Mojaloop Foundation Aiming at a Global Currency

The history of Mojaloop began in Toronto in 2017 when the Bill & Melinda Gates Foundation started an open-source banking project.3 Since then, interest has varied. In 2019, The Gates Foundation backed DFS Lab to hold a hackathon with the intent of introducing the Mojaloop software to tech companies.

Jake Kendall, executive director for DFS Lab, spoke to a reporter at Forbes, excited about the possibilities Mojaloop may present to undeveloped countries: “We see Majaloop [sic] as part of [a] bigger trend toward standards-based interoperability and improved interlinking in financial services.”

Kendall was employed in financial development at the Gates Foundation before moving to DFS Lab. Nearly one year later, Google and the Gates Foundation announced a coalition of nonprofit and tech companies to form the Mojaloop Foundation.

Some of the companies included the Rockefeller Foundation, Coil, the Omidyar Network and ModusBox.4 The rollout in 2020 is a culmination of testing what works in digital currency with the goal of repeating outcomes of a similar digital platform used in Kenya, called M-Pesa5 with an aim at serving 1.7 billion people.6

The M-Pesa platform was introduced in 2007 and by 2012 had 17 million accounts. The software allows a “monetary value to be stored on a mobile phone and sent to other users via text messages.”7 Monetary efficiency, in an area of the world where most people don’t have access to banks, may have helped 194,000 households get out of poverty.

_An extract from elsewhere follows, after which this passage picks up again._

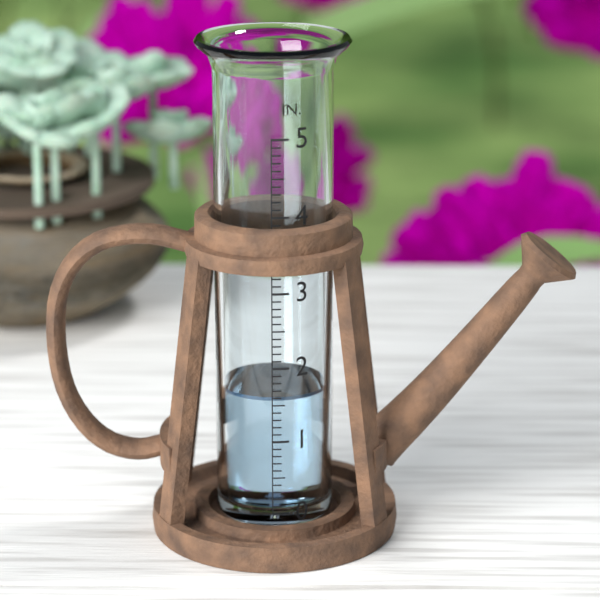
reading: 1.6 in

The technology is just the beginning. David Wexler, CEO of ModusBox, told Fortune Magazine that the system will require the ability to connect across country borders and ensure the tool is accessible to those who need a means of connecting with digital financial services.

To that end, the Mojaloop Foundation plans to provide experts within the countries to help develop solutions and guide governmental policies. It’s intended to be managed by the country’s government or financial authorities, but the sharing standard means it becomes interoperable across borders.

What this means is the system will be able to work with, or use parts of, another system within the country. The Mojaloop Foundation describes their platform this way:8

“Whole, adapted, or as a blueprint — the Mojaloop Foundation’s open source software can be used by organizations to build interoperable, digital payment systems that enable seamless, affordable financial services between individual users, banks, government entities, merchants, mobile network operators, providers, and technology companies — connecting the underserved with the emerging digital economy.”